Others are sceptical. Professor John Garrow, editor of the European Journal of Clinical Nutrition and former professor of human nutrition at St Bartholomew's hospital, London, said there was nothing drugs did that diets could not do. The priority was for the Government to put its authority behind the campaign to curb obesity. Tessa Jowell, public health minister, had dropped it as a target from the Healthier Nation programme.

Professor Garrow said: "Suggesting that obesity is controllable is seen as victim blaming. It is politically incorrect, although scientifically it is correct."

Although obesity is now a global epidemic, the bigger surprise is that more people are not affected. Animal studies have shown that rats given an unlimited quantity of palatable food will continue to put on weight until the food is restricted. Humans are no different, according to Professor Garrow.

"Human beings now live to 70 or 80 when they were designed to live to 20 or 30 from subsistence agriculture where scratching a living was pretty difficult.

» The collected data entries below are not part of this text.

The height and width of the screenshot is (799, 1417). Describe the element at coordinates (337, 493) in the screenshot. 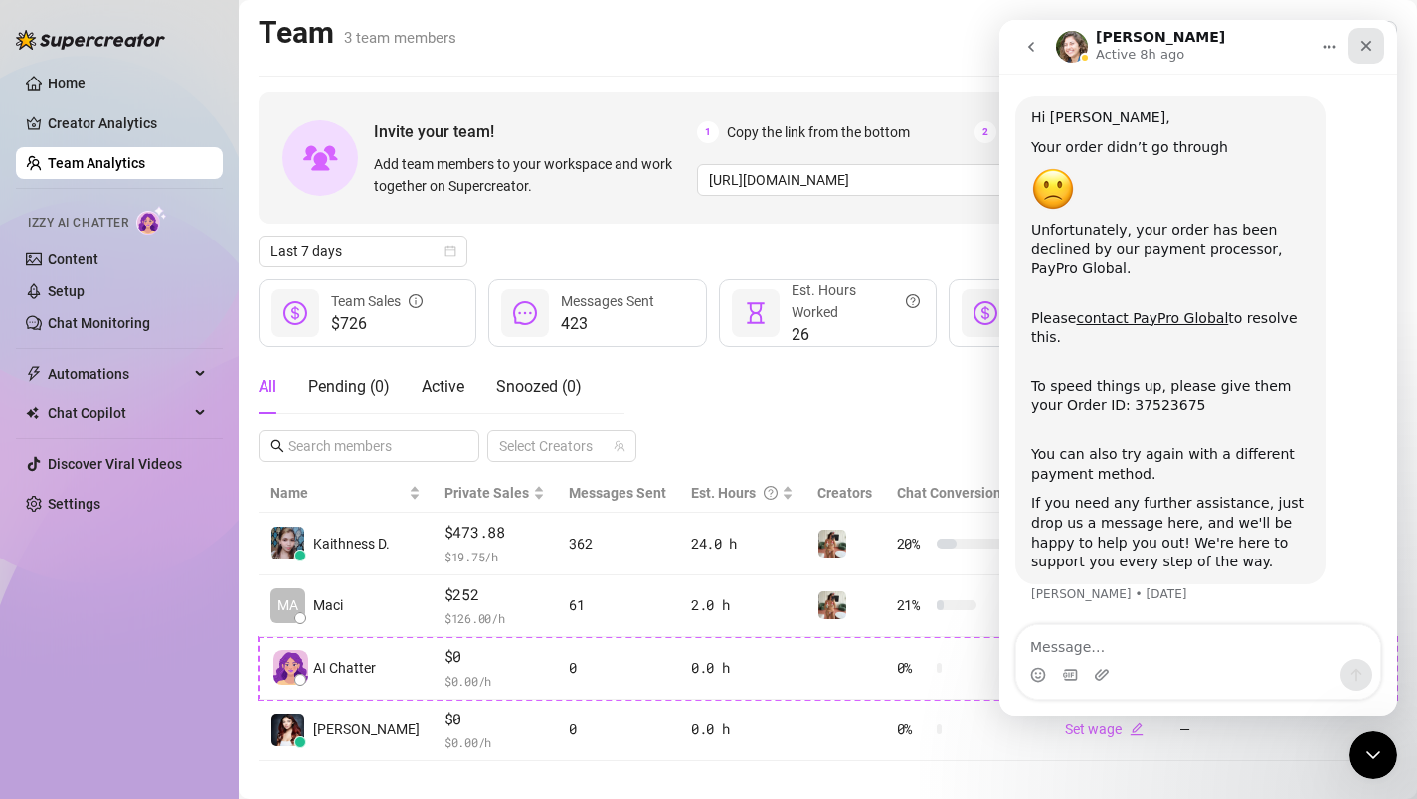

I see `span: Name` at that location. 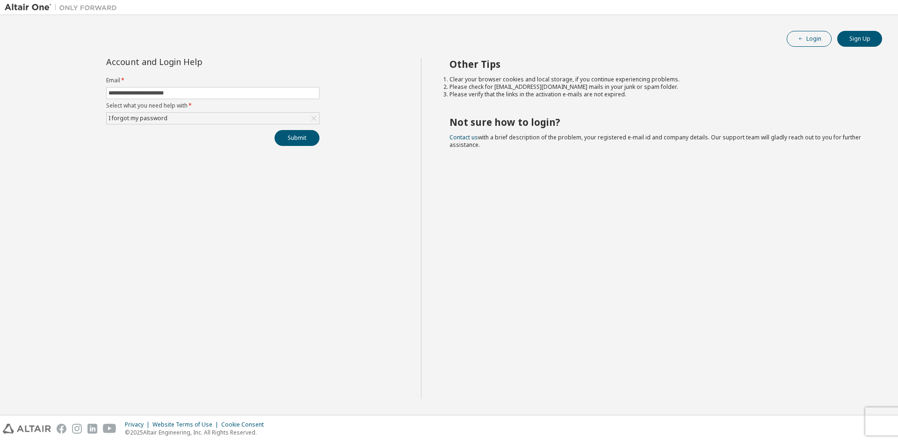 I want to click on div: Privacy, so click(x=138, y=425). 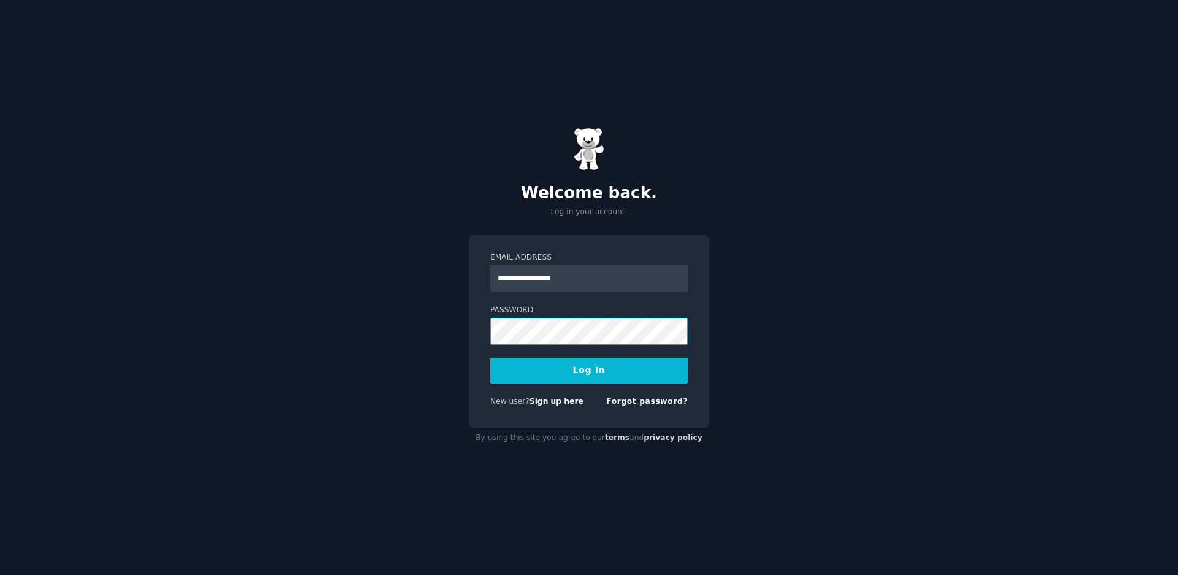 What do you see at coordinates (673, 437) in the screenshot?
I see `a: privacy policy` at bounding box center [673, 437].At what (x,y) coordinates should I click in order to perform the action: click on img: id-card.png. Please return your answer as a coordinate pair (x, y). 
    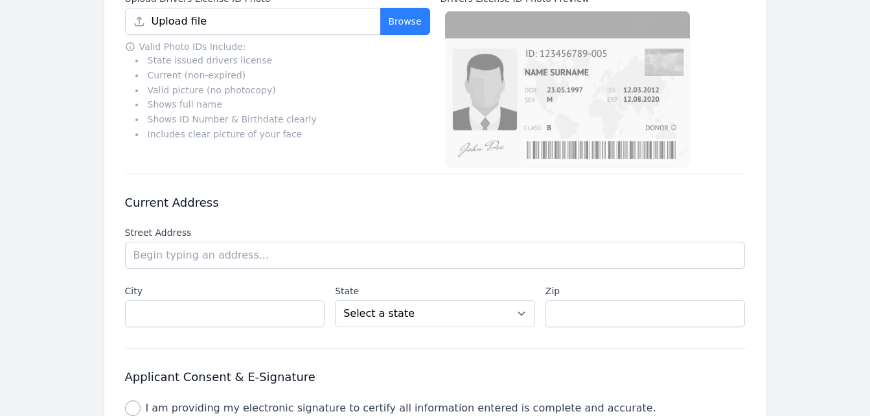
    Looking at the image, I should click on (567, 91).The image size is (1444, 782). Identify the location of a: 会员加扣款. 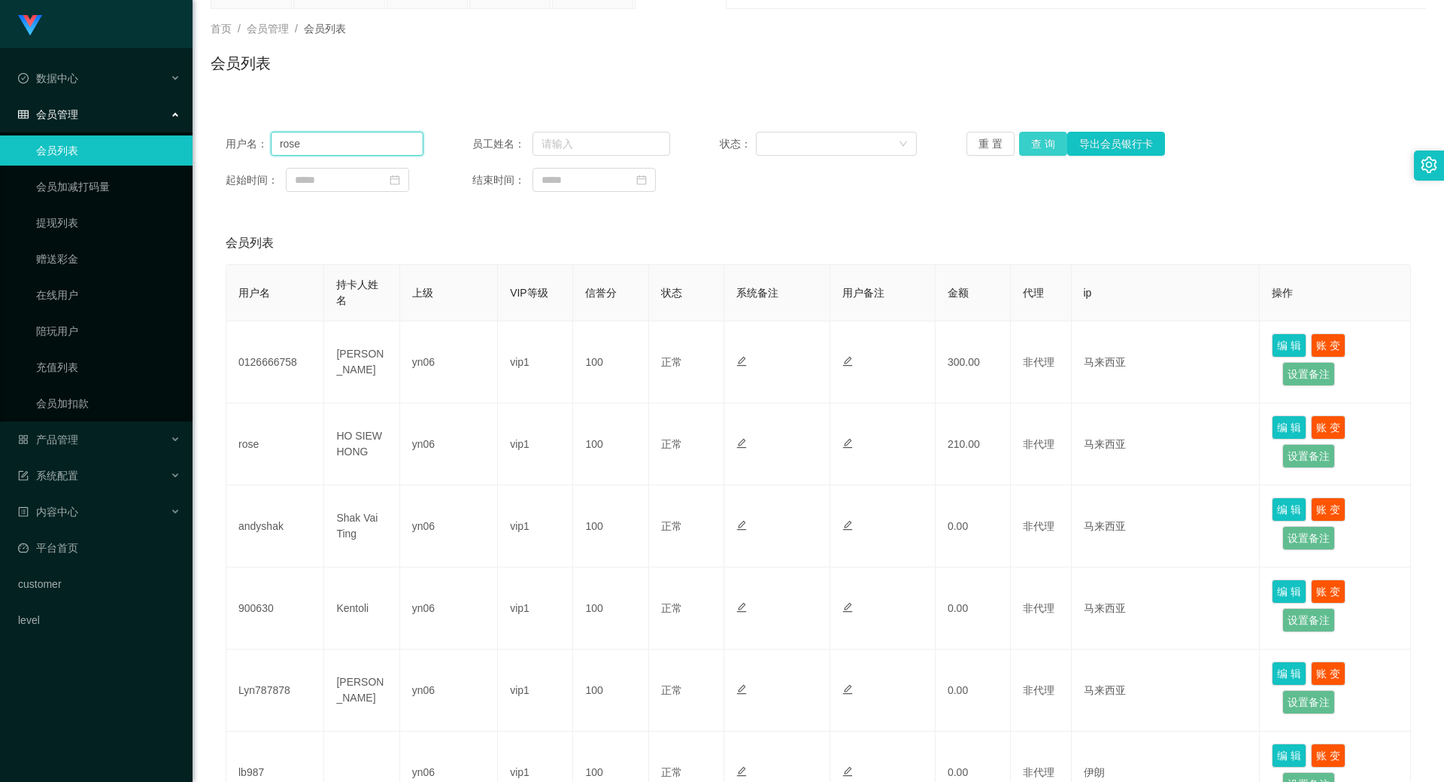
(108, 403).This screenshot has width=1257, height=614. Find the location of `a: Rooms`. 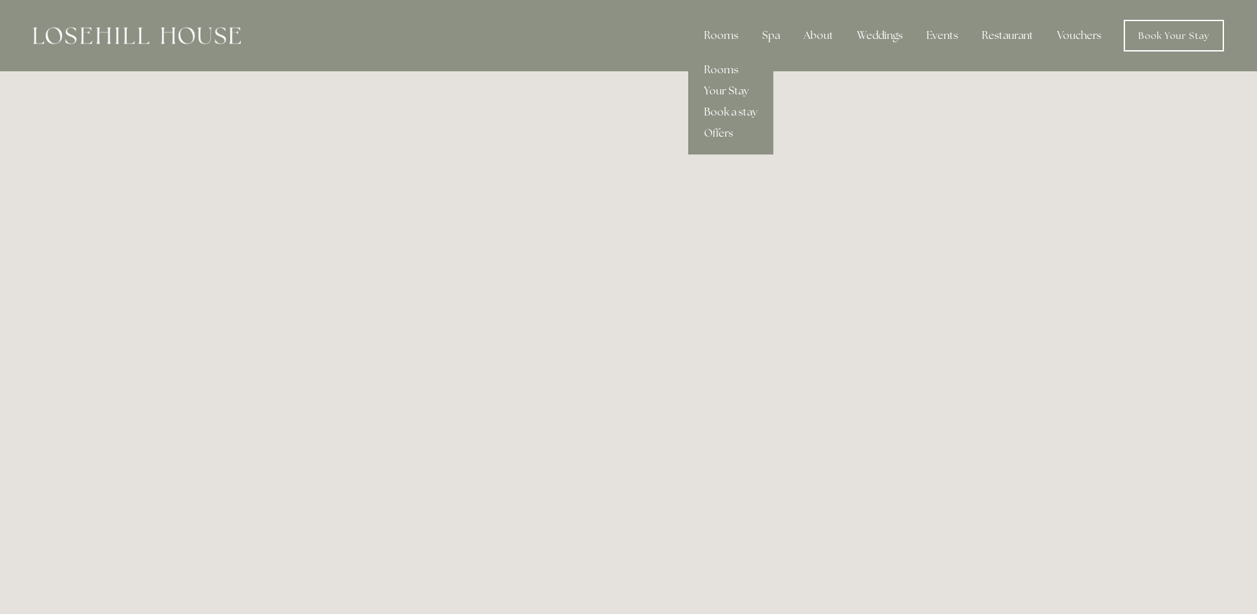

a: Rooms is located at coordinates (731, 70).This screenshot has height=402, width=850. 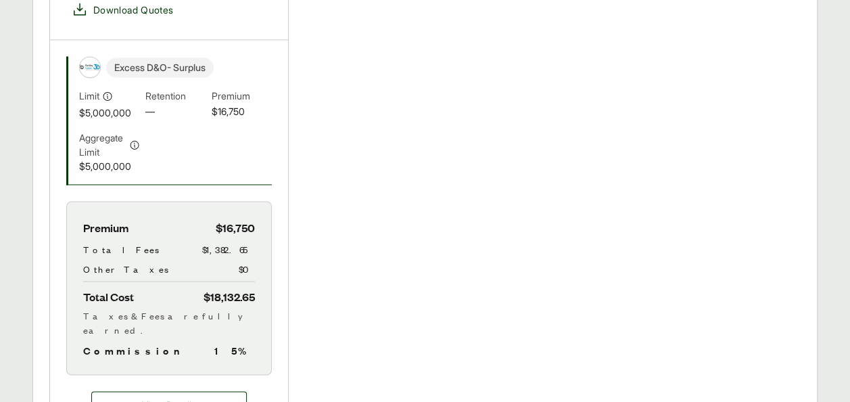 What do you see at coordinates (133, 9) in the screenshot?
I see `span: Download Quotes` at bounding box center [133, 9].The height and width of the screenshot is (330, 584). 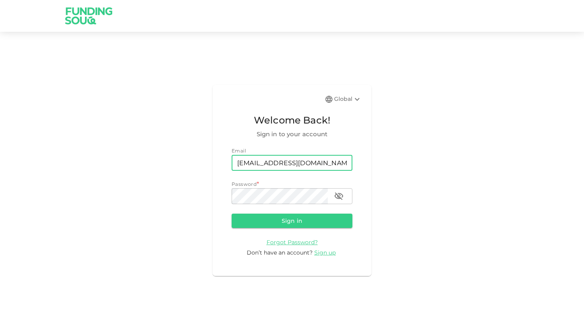 What do you see at coordinates (292, 242) in the screenshot?
I see `a: Forgot Password?` at bounding box center [292, 242].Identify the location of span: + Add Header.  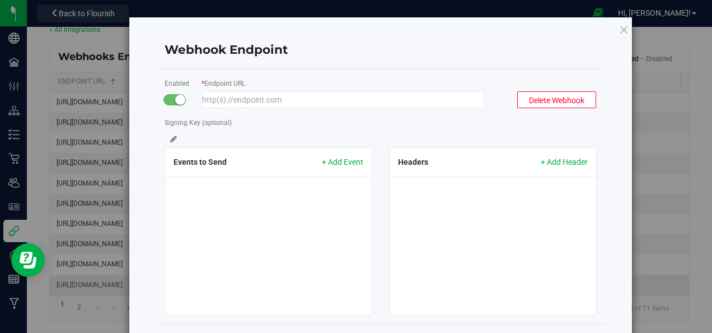
(565, 162).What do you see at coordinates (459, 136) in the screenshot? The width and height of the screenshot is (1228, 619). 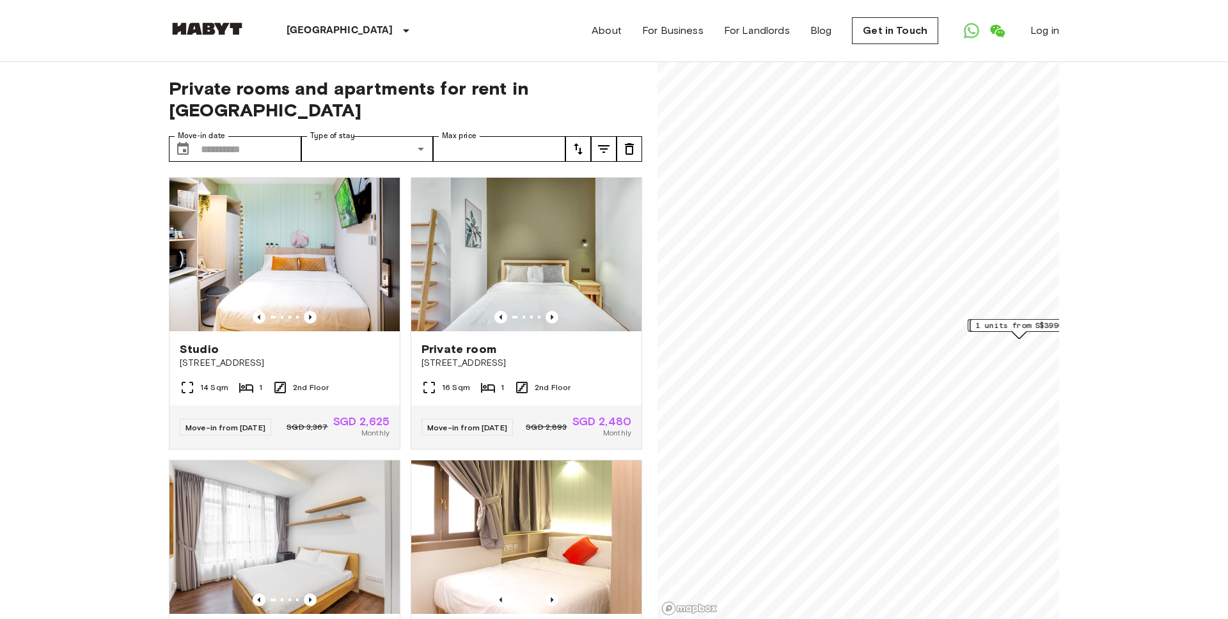 I see `label: Max price` at bounding box center [459, 136].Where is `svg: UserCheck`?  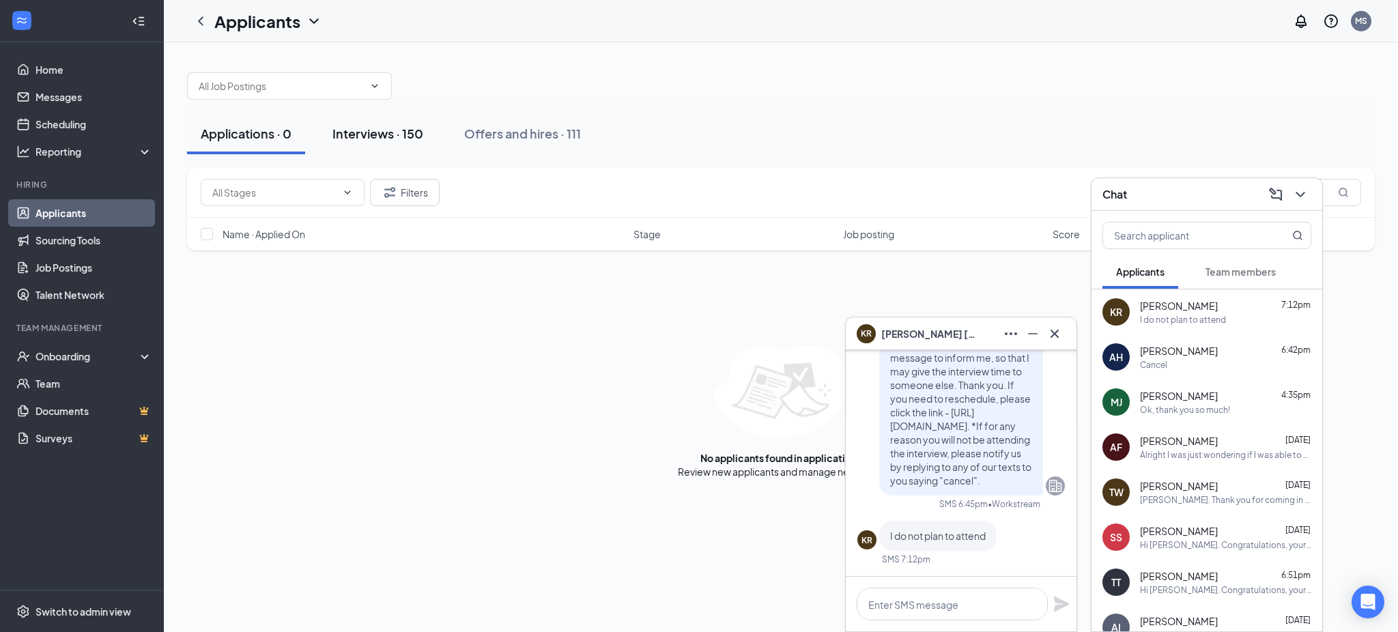 svg: UserCheck is located at coordinates (23, 356).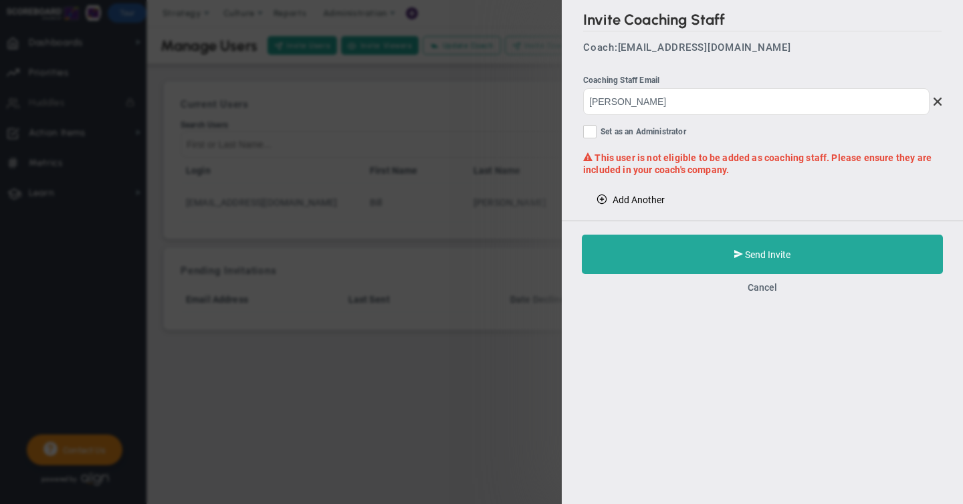 This screenshot has width=963, height=504. Describe the element at coordinates (643, 132) in the screenshot. I see `span: Set as an Administrator` at that location.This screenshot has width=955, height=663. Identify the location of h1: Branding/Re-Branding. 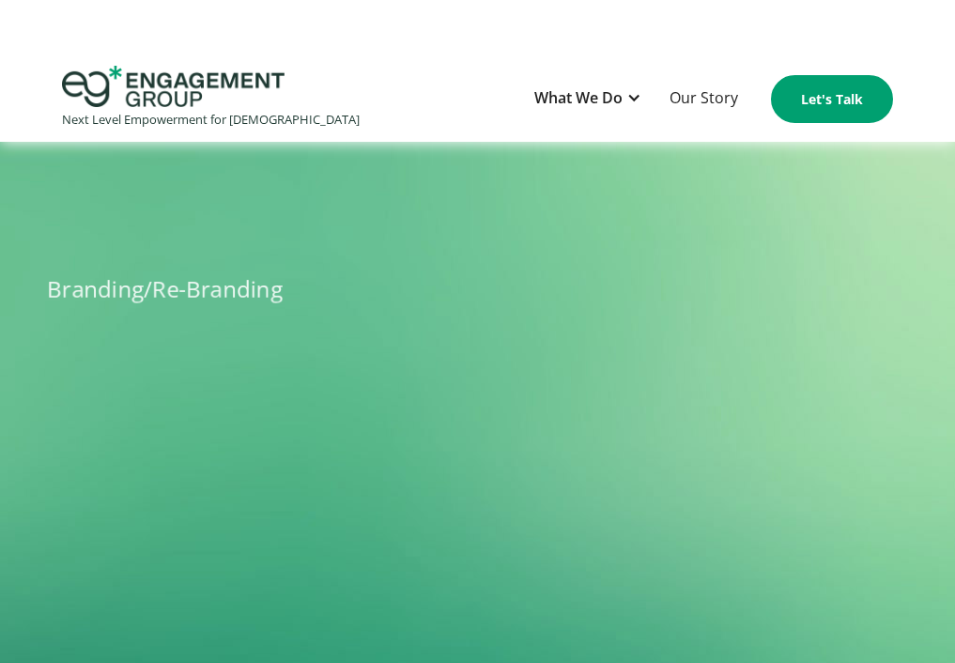
(462, 289).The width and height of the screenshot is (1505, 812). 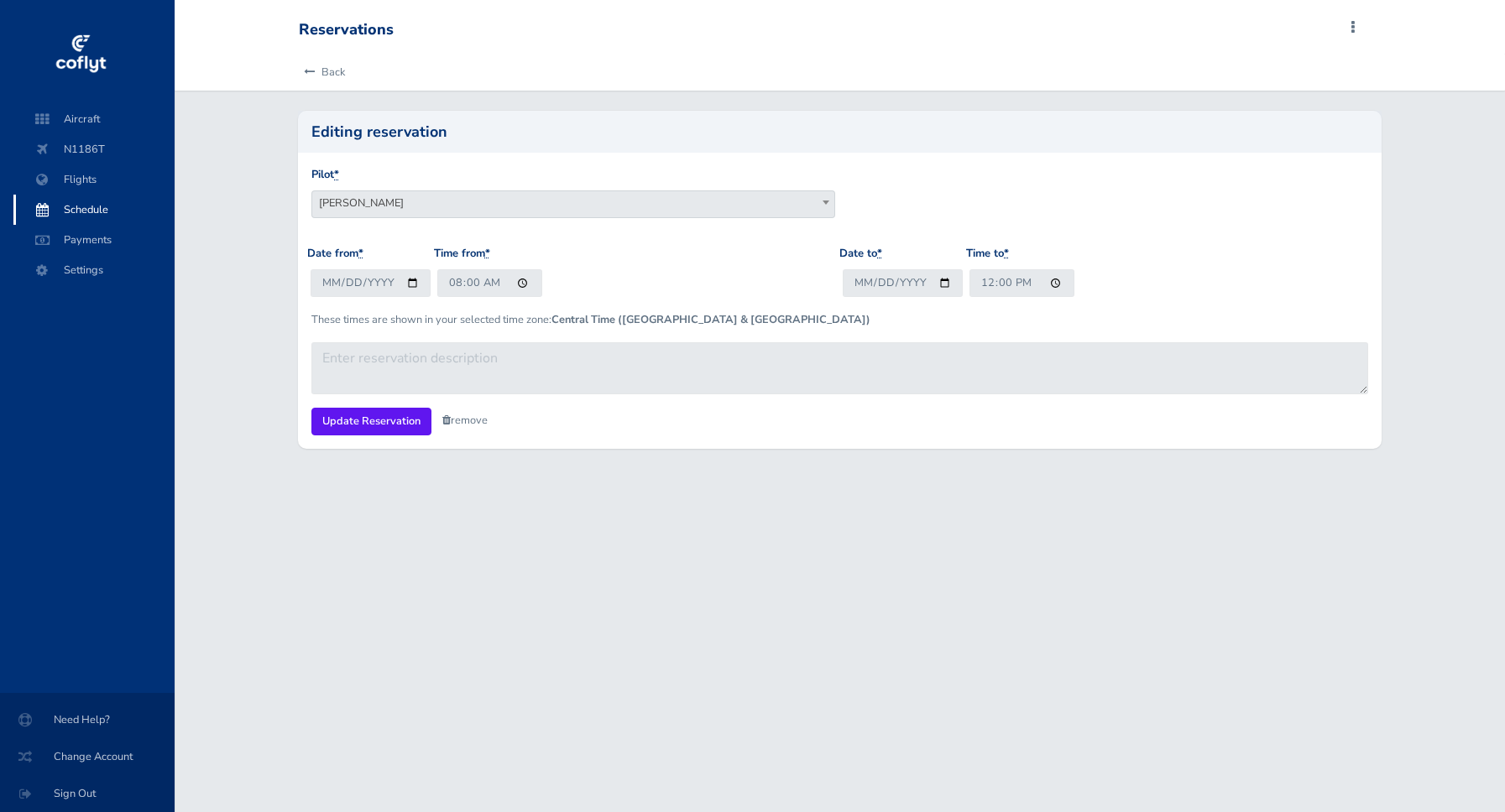 I want to click on span: N1186T, so click(x=94, y=149).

Now that we are living to a staggering age with food available 24 hours a day it is surprising that we are not all obese. The only reason people are not is that they are either young - because it takes time to gain weight - or that they have successfully exercised some control over their weight."

Estimates by the World Health Organisation's task force on obesity suggest that this is not mere fantasy. By 2005, there will be around 26 million obese adults in the US. On present trends, the entire population will be obese in 35 years unless Americans can be persuaded to curb their appetites.

Obesity is defined as a body mass index (BMI) over 30. BMI is a measure of thinness/fatness derived from a complex formula (weight in kilograms divided by height in metres squared).

A simpler approach, which gives a rough guide, is to take a waist measurement. If it is more than 102cm for a man (40in) or 88cm (35in) for a woman, their chances of suffering health problems associated with their weight rise sharply.